Capturing the Environment with Closures

Mutable? Immutable?

Problem Statement

After reading somthing about closure in "the book" of rust, I tried to create a counter with closure, the code is here, and the build of the following code will fail:

fn main() {
    let mut x = 0;
    let counter = || {
        x += 1; // IDE: cannot borrow `counter` as mutable, as it is not declared as mutable
        x
    };
    println!("{}", counter()); // IDE: cannot borrow as mutable
}

with an error:

$ cargo run
   Compiling counter v0.1.0 (file:///projects/counter)
error[E0596]: cannot borrow `counter` as mutable, as it is not declared as mutable
 --> src/main.rs:7:20
  |
3 |     let counter = || {
  |         ------- help: consider changing this to be mutable: `mut counter`
4 |         x += 1;
  |         - calling `counter` requires mutable binding due to mutable borrow of `x`
...
7 |     println!("{}", counter());
  |                    ^^^^^^^ cannot borrow as mutable

For more information about this error, try `rustc --explain E0596`.
error: could not compile `counter` due to previous error

Resolution

When a variable in Rust is immutable, once a value is bound to a name, you can’t change that value. Since Rust’s closures are anonymous functions you can save in a variable or pass as arguments to other functions, it is still a variable, so maybe it should follow the rules of mutability.

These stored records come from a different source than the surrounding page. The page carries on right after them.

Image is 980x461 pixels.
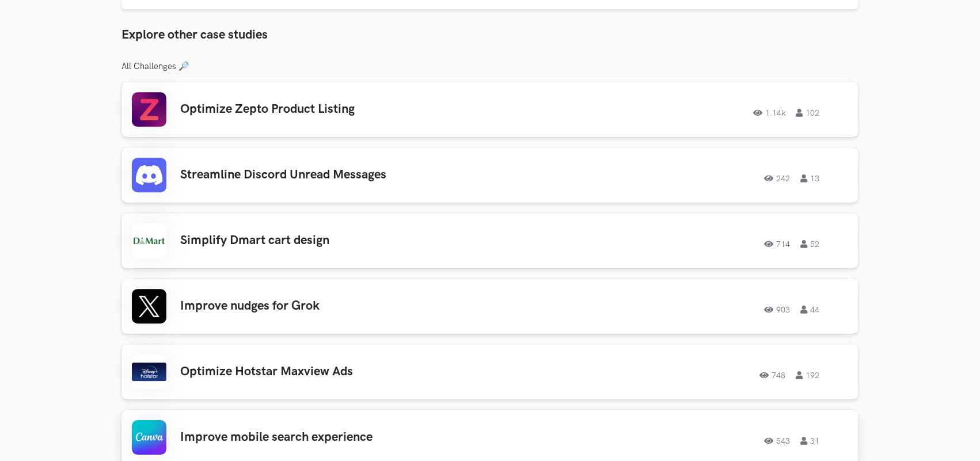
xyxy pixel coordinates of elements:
span: 543 [764,436,790,445]
span: 52 [800,240,819,248]
span: 31 [800,436,819,445]
h3: Streamline Discord Unread Messages [180,167,507,182]
h3: Optimize Zepto Product Listing [180,102,507,117]
a: Streamline Discord Unread Messages24213 [121,147,859,203]
h3: Improve nudges for Grok [180,298,507,314]
span: 748 [759,371,785,379]
h3: All Challenges 🔎 [121,61,859,72]
h3: Improve mobile search experience [180,430,507,445]
span: 192 [795,371,819,379]
a: Improve nudges for Grok90344 [121,278,859,334]
h3: Explore other case studies [121,28,859,43]
span: 242 [764,174,790,182]
span: 102 [795,108,819,117]
h3: Optimize Hotstar Maxview Ads [180,364,507,379]
a: Optimize Hotstar Maxview Ads748192 [121,344,859,399]
a: Optimize Zepto Product Listing1.14k102 [121,82,859,137]
span: 44 [800,305,819,314]
span: 1.14k [753,108,785,117]
span: 13 [800,174,819,182]
h3: Simplify Dmart cart design [180,233,507,248]
a: Simplify Dmart cart design71452 [121,213,859,268]
span: 714 [764,240,790,248]
span: 903 [764,305,790,314]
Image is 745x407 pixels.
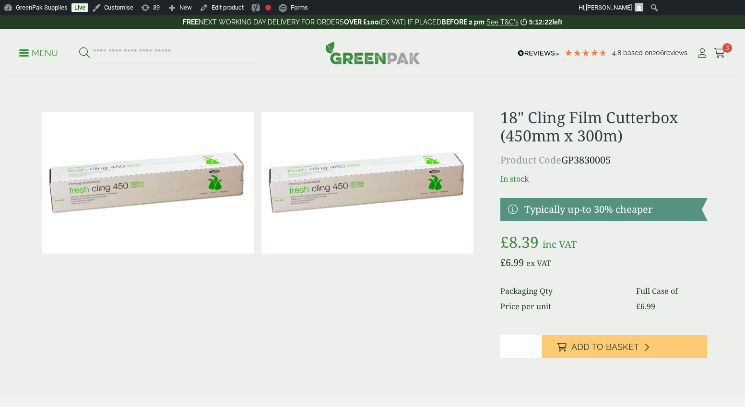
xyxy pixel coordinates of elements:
span: 4.8 [612,49,623,57]
span: £ [636,301,641,312]
dt: Price per unit [501,301,625,312]
span: Add to Basket [572,342,639,353]
span: Product Code [501,154,562,167]
a: 3 [714,46,726,60]
span: inc VAT [543,238,577,251]
dd: Full Case of [636,286,708,297]
p: Menu [19,48,58,59]
bdi: 6.99 [501,256,524,269]
h1: 18" Cling Film Cutterbox (450mm x 300m) [501,108,707,145]
div: Focus keyphrase not set [265,5,271,11]
span: 206 [653,49,664,57]
span: 5:12:22 [529,18,552,26]
strong: OVER £100 [344,18,379,26]
img: 18 [262,112,474,254]
img: 18 [42,112,254,254]
i: My Account [696,48,708,58]
bdi: 6.99 [636,301,656,312]
a: Live [72,3,88,12]
span: Based on [623,49,653,57]
a: See T&C's [487,18,519,26]
span: left [552,18,563,26]
span: 3 [723,43,732,53]
img: GreenPak Supplies [325,41,420,64]
span: £ [501,256,506,269]
span: ex VAT [527,258,551,269]
bdi: 8.39 [501,232,539,252]
div: 4.79 Stars [564,48,608,57]
p: GP3830005 [501,153,707,168]
strong: FREE [183,18,199,26]
span: [PERSON_NAME] [586,4,632,11]
i: Cart [714,48,726,58]
dt: Packaging Qty [501,286,625,297]
span: reviews [664,49,688,57]
p: In stock [501,173,707,185]
button: Add to Basket [542,335,707,359]
img: REVIEWS.io [518,50,560,57]
strong: BEFORE 2 pm [442,18,485,26]
a: Menu [19,48,58,57]
span: £ [501,232,509,252]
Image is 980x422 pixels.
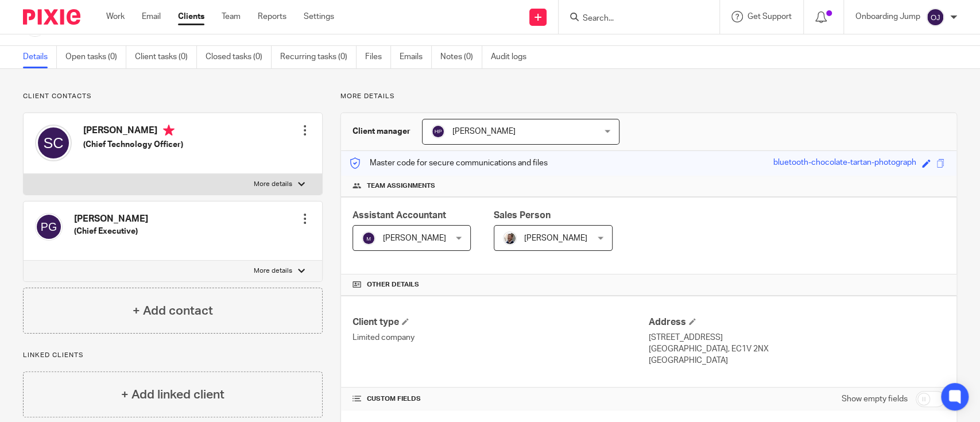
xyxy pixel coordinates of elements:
[23,92,322,101] p: Client contacts
[365,46,391,68] a: Files
[35,125,71,162] img: svg%3E
[133,302,213,320] h4: + Add contact
[83,139,183,150] h5: (Chief Technology Officer)
[383,234,446,242] span: [PERSON_NAME]
[254,266,292,276] p: More details
[503,232,517,245] img: Matt%20Circle.png
[65,46,126,68] a: Open tasks (0)
[121,386,224,404] h4: + Add linked client
[352,211,446,220] span: Assistant Accountant
[367,182,435,191] span: Team assignments
[222,11,240,23] a: Team
[352,126,411,138] h3: Client manager
[163,125,174,136] i: Primary
[206,46,272,68] a: Closed tasks (0)
[106,11,125,23] a: Work
[23,9,80,25] img: Pixie
[842,393,908,405] label: Show empty fields
[23,351,322,360] p: Linked clients
[258,11,286,23] a: Reports
[491,46,535,68] a: Audit logs
[74,213,148,225] h4: [PERSON_NAME]
[649,332,945,343] p: [STREET_ADDRESS]
[83,125,183,139] h4: [PERSON_NAME]
[441,46,482,68] a: Notes (0)
[340,92,957,101] p: More details
[773,157,916,170] div: bluetooth-chocolate-tartan-photograph
[748,13,792,21] span: Get Support
[135,46,197,68] a: Client tasks (0)
[581,14,685,24] input: Search
[254,180,292,189] p: More details
[178,11,204,23] a: Clients
[352,332,649,343] p: Limited company
[352,395,649,404] h4: CUSTOM FIELDS
[142,11,161,23] a: Email
[524,234,587,242] span: [PERSON_NAME]
[926,8,945,27] img: svg%3E
[35,213,63,240] img: svg%3E
[649,316,945,329] h4: Address
[304,11,334,23] a: Settings
[352,316,649,329] h4: Client type
[649,343,945,355] p: [GEOGRAPHIC_DATA], EC1V 2NX
[400,46,432,68] a: Emails
[649,355,945,367] p: [GEOGRAPHIC_DATA]
[855,11,920,23] p: Onboarding Jump
[494,211,551,220] span: Sales Person
[74,226,148,237] h5: (Chief Executive)
[280,46,356,68] a: Recurring tasks (0)
[362,232,375,245] img: svg%3E
[23,46,57,68] a: Details
[431,125,445,138] img: svg%3E
[367,280,419,289] span: Other details
[350,158,547,169] p: Master code for secure communications and files
[453,128,515,136] span: [PERSON_NAME]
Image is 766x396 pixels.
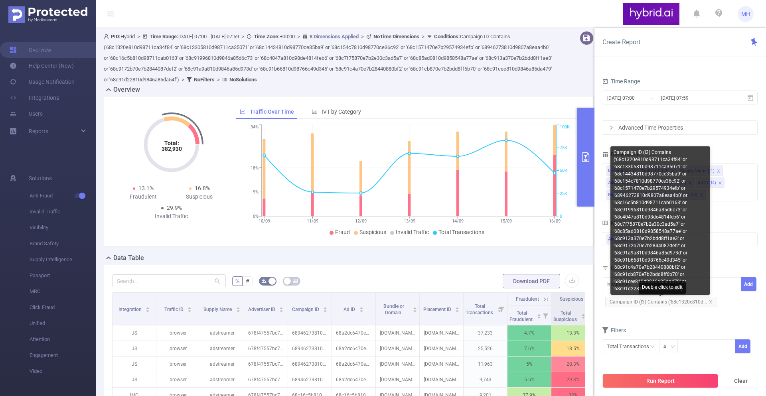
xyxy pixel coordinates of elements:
span: Traffic Over Time [250,108,294,115]
p: 68946273810d9807a8eaa4b0 [288,341,331,356]
p: 68946273810d9807a8eaa4b0 [288,325,331,340]
i: Filter menu [583,306,594,325]
tspan: 100K [559,125,569,130]
i: icon: caret-up [323,306,327,308]
span: > [239,33,246,39]
p: adstreamer [200,372,244,387]
p: 68946273810d9807a8eaa4b0 [288,372,331,387]
i: icon: line-chart [240,109,245,114]
tspan: 9% [253,190,258,195]
button: Run Report [602,374,718,388]
input: Search... [112,274,226,287]
span: Filters [602,327,626,333]
span: Invalid Traffic [396,229,429,235]
div: icon: rightAdvanced Time Properties [602,121,757,134]
div: Sort [536,313,541,317]
span: Time Range [602,78,640,85]
p: 68a2dc6470e7b238c45a73bb [332,356,375,372]
i: icon: caret-up [536,313,541,315]
span: Video [30,363,96,379]
i: icon: caret-down [236,309,240,311]
span: Campaign ID [292,307,320,312]
button: Add [734,339,750,353]
p: 5% [507,356,551,372]
span: Total Fraudulent [509,310,533,322]
div: Sort [359,306,364,311]
p: 678f47557bc72f4c64fa328e [244,325,287,340]
span: Create Report [602,38,640,46]
p: 11,963 [463,356,507,372]
b: Time Range: [150,33,178,39]
span: MH [741,6,750,22]
i: icon: caret-up [413,306,417,308]
i: Filter menu [539,306,551,325]
p: 5.5% [507,372,551,387]
p: 25,526 [463,341,507,356]
tspan: 10/09 [258,218,270,224]
p: 68a2dc6470e7b238c45a73bd [332,325,375,340]
span: 16.8% [195,185,210,191]
span: Brand Safety [30,236,96,252]
span: Traffic ID [164,307,185,312]
i: icon: caret-down [413,309,417,311]
img: Protected Media [8,6,87,23]
span: Integration [118,307,143,312]
span: Fraud [335,229,350,235]
h2: Data Table [113,253,144,263]
p: 18.5% [551,341,594,356]
b: No Time Dimensions [373,33,419,39]
span: 13.1% [138,185,153,191]
p: 678f47557bc72f4c64fa328e [244,372,287,387]
tspan: 14/09 [451,218,463,224]
span: Engagement [30,347,96,363]
span: % [235,278,239,284]
li: Bundle or Domain (l5) [606,189,659,200]
span: Invalid Traffic [30,204,96,220]
tspan: 15/09 [500,218,512,224]
p: [DOMAIN_NAME] [419,356,463,372]
i: icon: caret-down [581,315,585,318]
div: Advertiser ID (l2) [608,178,641,188]
p: JS [112,325,156,340]
span: > [419,33,427,39]
i: icon: bg-colors [262,278,266,283]
span: Advertiser ID [248,307,276,312]
input: Start date [606,92,671,103]
b: Conditions : [434,33,460,39]
i: icon: bar-chart [311,109,317,114]
a: Help Center (New) [10,58,74,74]
p: [DOMAIN_NAME] [376,356,419,372]
p: 29.3% [551,372,594,387]
span: Unified [30,315,96,331]
span: Total Suspicious [553,310,578,322]
i: icon: right [608,125,613,130]
span: Attention [30,331,96,347]
span: IVT by Category [321,108,361,115]
button: Download PDF [502,274,560,288]
p: adstreamer [200,325,244,340]
tspan: 12/09 [355,218,366,224]
span: > [358,33,366,39]
tspan: 50K [559,168,567,173]
tspan: 18% [250,165,258,171]
p: 28.3% [551,356,594,372]
u: 8 Dimensions Applied [309,33,358,39]
tspan: 75K [559,145,567,150]
span: Ad ID [343,307,356,312]
span: Passport [30,268,96,283]
p: [DOMAIN_NAME] [376,325,419,340]
div: Sort [455,306,459,311]
i: icon: caret-down [279,309,283,311]
p: 68a2dc6470e7b238c45a73b6 [332,372,375,387]
i: icon: caret-down [536,315,541,318]
span: Suspicious [359,229,386,235]
tspan: 0% [253,214,258,219]
div: ≥ [663,340,671,353]
i: icon: caret-up [279,306,283,308]
i: icon: caret-down [146,309,150,311]
span: > [179,77,187,83]
span: Hybrid [DATE] 07:00 - [DATE] 07:59 +00:00 [104,33,551,83]
span: Fraudulent [516,296,539,302]
tspan: 25K [559,191,567,196]
i: icon: close [708,300,712,304]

OK, let me find some references.

As "the book" says:

Closures can capture values from their environment in three ways, which directly map to the three ways a function can take a parameter: taking ownership, borrowing mutably, and borrowing immutably. These are encoded in the three Fn traits as follows:

  • FnOnce consumes the variables it captures from its enclosing scope, known as the closure’s environment. To consume the captured variables, the closure must take ownership of these variables and move them into the closure when it is defined. The Once part of the name represents the fact that the closure can’t take ownership of the same variables more than once, so it can be called only once.

  • FnMut can change the environment because it mutably borrows values.

  • Fn borrows values from the environment immutably.

So... In my code, the value x is borrowed, but by default, the closure is immutable. I should make the closure FnMut to change the environment.

Now, let's solve the problem!

I simply add a mut to the defination of counter, besides, some more lines call of counter is added for test:

fn main() {
    let mut x = 0;
    let mut counter = || {
        x += 1;
        x
    };
    println!("{}", counter());
    println!("{}", counter());
    println!("{}", counter());
    println!("{}", counter());
    println!("{}", counter());
}

and run it:

$ cargo run
   Compiling counter v0.1.0 (file:///projects/counter)
    Finished dev [unoptimized + debuginfo] target(s) in 0.12s
     Running `target/debug/counter`
1
2
3
4
5

Amazing! The program runs as wished, and the problem has been resolved.

Conclusion

As a Rust newbie, the mutability may be confused for me.

To take advantage of the safety and easy concurrency that Rust offers, maybe I should do more coding to be familiar with the feature provided by the Rust language.